I used a 1k pot for the voltage starve pot on the left hand side. Originally I was just hoping it would work as sort of a volume knob, but it ended up adding a cool distortion effect as well.


When I first added the three 100k pots, I just intended them to just kind of affect the pitch in a different way by varying the resistance from pin 7 to pin 8. I also didn't put the diodes in between the three different outputs from each 555 at first either. After I was running it for awhile I noticed the chips all got crazy hot. The oscillators started feeding back into each other and i was lucky they didn't melt. So I added the diodes and added fixed resistors in between pin 7 and pin 8. I found out that the three 100k pots now affected the way the oscillators mixed with each other. Here is a very basic diagram of how the pots work.



Here is a video of it in action...





Tuesday, January 8, 2013

Weird Sound Generator


This is my first post after a long holiday. I expected to had gotten a lot more stuff built that what I did. I was only able to build two things out of like the six things I wanted to build. One of the things I was able to finish was a Weird Sound Generator from MFOS for a friend of mine. Although when I mailed it, the stupid post office punted it all the way to Illinois and broke the battery connection.


I'm not smart enough to label the differences in the knobs in the switches in the two voices.

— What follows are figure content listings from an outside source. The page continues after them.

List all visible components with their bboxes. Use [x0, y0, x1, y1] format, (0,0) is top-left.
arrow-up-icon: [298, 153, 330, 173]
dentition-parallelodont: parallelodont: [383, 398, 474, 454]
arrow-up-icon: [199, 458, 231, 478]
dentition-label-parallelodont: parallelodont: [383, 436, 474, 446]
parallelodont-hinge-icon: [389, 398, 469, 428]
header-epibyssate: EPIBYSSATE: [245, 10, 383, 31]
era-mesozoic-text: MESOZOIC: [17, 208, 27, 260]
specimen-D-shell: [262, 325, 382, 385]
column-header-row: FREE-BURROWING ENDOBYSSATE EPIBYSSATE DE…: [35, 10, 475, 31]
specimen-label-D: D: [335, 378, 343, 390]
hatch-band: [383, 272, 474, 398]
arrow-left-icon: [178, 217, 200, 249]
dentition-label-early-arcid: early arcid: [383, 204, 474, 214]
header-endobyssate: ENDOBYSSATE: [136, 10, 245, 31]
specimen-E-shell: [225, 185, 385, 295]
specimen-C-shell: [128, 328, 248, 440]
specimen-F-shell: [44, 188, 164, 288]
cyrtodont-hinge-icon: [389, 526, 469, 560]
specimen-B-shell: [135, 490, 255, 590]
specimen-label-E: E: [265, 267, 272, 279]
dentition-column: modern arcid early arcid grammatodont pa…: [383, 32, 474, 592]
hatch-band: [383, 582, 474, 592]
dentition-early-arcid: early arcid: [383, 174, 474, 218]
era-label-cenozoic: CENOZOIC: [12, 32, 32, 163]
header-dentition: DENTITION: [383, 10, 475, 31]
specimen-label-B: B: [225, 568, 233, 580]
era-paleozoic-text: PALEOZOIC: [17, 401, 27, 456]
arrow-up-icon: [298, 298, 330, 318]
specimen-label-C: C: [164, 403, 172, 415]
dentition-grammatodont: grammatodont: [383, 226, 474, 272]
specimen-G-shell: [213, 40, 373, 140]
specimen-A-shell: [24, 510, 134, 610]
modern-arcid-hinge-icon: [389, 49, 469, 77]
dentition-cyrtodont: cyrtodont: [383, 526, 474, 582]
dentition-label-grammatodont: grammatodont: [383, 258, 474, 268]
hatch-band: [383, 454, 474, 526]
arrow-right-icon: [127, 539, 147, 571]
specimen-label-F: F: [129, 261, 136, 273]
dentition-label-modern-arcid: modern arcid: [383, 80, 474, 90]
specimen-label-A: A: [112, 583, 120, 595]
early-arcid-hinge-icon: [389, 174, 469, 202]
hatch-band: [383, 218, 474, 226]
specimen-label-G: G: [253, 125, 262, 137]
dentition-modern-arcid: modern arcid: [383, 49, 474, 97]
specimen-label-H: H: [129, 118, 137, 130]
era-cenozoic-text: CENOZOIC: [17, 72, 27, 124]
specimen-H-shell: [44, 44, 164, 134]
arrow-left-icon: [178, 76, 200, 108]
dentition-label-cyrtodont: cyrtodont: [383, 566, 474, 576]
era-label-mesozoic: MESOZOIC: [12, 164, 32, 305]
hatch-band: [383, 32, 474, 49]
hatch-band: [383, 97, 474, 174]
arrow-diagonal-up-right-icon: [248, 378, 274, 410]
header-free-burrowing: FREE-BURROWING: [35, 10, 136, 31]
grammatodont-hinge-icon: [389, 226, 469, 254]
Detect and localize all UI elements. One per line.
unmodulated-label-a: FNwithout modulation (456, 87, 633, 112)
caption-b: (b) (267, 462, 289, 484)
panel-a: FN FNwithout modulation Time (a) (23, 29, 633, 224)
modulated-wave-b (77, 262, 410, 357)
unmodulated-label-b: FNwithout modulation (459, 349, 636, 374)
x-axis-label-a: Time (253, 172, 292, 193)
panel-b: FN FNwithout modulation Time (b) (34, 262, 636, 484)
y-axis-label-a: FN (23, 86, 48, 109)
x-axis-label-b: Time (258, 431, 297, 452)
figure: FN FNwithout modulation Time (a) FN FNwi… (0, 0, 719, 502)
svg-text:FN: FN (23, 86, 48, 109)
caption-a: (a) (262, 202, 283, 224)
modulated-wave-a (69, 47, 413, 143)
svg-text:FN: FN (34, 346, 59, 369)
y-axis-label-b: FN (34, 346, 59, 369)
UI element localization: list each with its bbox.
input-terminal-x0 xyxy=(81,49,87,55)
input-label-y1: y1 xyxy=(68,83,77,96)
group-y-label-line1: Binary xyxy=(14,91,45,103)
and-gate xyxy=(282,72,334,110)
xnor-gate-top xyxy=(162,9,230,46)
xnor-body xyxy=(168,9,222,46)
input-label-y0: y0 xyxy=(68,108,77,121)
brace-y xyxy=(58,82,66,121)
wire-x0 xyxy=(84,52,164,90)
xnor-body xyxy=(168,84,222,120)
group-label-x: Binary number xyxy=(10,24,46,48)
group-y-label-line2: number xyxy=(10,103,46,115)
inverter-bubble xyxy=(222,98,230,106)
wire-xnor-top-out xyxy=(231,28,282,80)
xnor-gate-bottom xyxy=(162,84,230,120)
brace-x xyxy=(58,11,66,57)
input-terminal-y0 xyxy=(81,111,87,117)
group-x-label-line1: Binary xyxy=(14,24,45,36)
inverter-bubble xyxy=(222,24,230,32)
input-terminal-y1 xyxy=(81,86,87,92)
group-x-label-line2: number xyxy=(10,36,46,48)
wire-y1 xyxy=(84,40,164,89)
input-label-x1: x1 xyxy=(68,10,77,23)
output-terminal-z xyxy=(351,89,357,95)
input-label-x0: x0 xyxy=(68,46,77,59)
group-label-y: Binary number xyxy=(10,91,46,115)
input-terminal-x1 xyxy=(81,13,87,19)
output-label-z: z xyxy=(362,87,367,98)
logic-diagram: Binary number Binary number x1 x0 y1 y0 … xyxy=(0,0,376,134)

Especially since they only label everything in the diagram as zany and wacky. The only thing I was able to figure out was that the black knobs with the silver tops are the rate knobs for the oscillators for each voice.



The silver bumps on the back are body contacts to some random points on the circuit board.

The coolest part of this by far is the low pass filter. I would like to build a stand alone low pass filter from this device. Here is a schematic for the filter...


Here is a video of it in action...



Thursday, November 8, 2012

The Spidey Synth

This is another instrument I built for a friend, because if I don't build it for someone else, it never gets finished. I have boxes and boxes of unfinished projects for myself.

Anyway, here it is...



When I saw the tiny spider man lunchbox at the store, I knew it would be perfect. I'm really happy with the way this turned out. 

Here is another angle...



Here is the schematic I used for it...



The only differences are that I added a switch in between pins 2 and 3 that selected between a photocell and the pot in the schematic, and another switch that selects between a 0.1uf ceramic cap and 1uf electrolytic cap on the first oscillator.

I've already given this one away so I can't make any recordings of it. I made a video though, just pretend like it isn't almost upside down...


Coleco Talking Teacher

When I originally bent this I only included a pitch knob, body contacts, and about 8 glitch switches. Which was okay, but I had seen schematics online that had used more. So I decided to take a second look. I used some stuff from a few things I've seen online and some other stuff I poked out myself.

Without further dudes...




From top to bottom, left to right...

  • 1/4" Output Jack
  • 5PDT Rotary Potentiometer Glitch Selector
  • Distortion Knob
  • Tone Momentary Push Button
  • 2 Glitch ON/OFF Switches, connected to rotary switch
  • Long Glitch Knob
  • Hold Switch and Audition Button



Just like above...

  • Pitch Photocell
  • Photocell ON/OFF Switch
  • Coarse Pitch Knob
  • Fine Pitch Knob
  • Barely Visible Reset Button


Originally, I just removed the pitch trimpot and replaced it with a 100k pot. The pitch range was okay but removing the resistor next to the trimpot really opens up the range. You have you replace it with a jumper wire though. I used a 500k pot for the coarse knob and a 50k pot for the fine pitch. You could just split the difference and use a trimpot if you want. You could probably just leave the original trimpot and just remove the resistor, but I lost it after I removed it the first time.

Here is the inside and a diagram of the bends...


You can see I had to remove ribbon cable to the LCD screen because it broke. I had to rewire it and it was a pain. The ribbon cable is really finnicky so you have to be careful with it.

  
Its kind of a sloppy mess but oh well. You can see the jumper wire used when I removed the pitch resistor. The three black wires on the left are for the body contacts.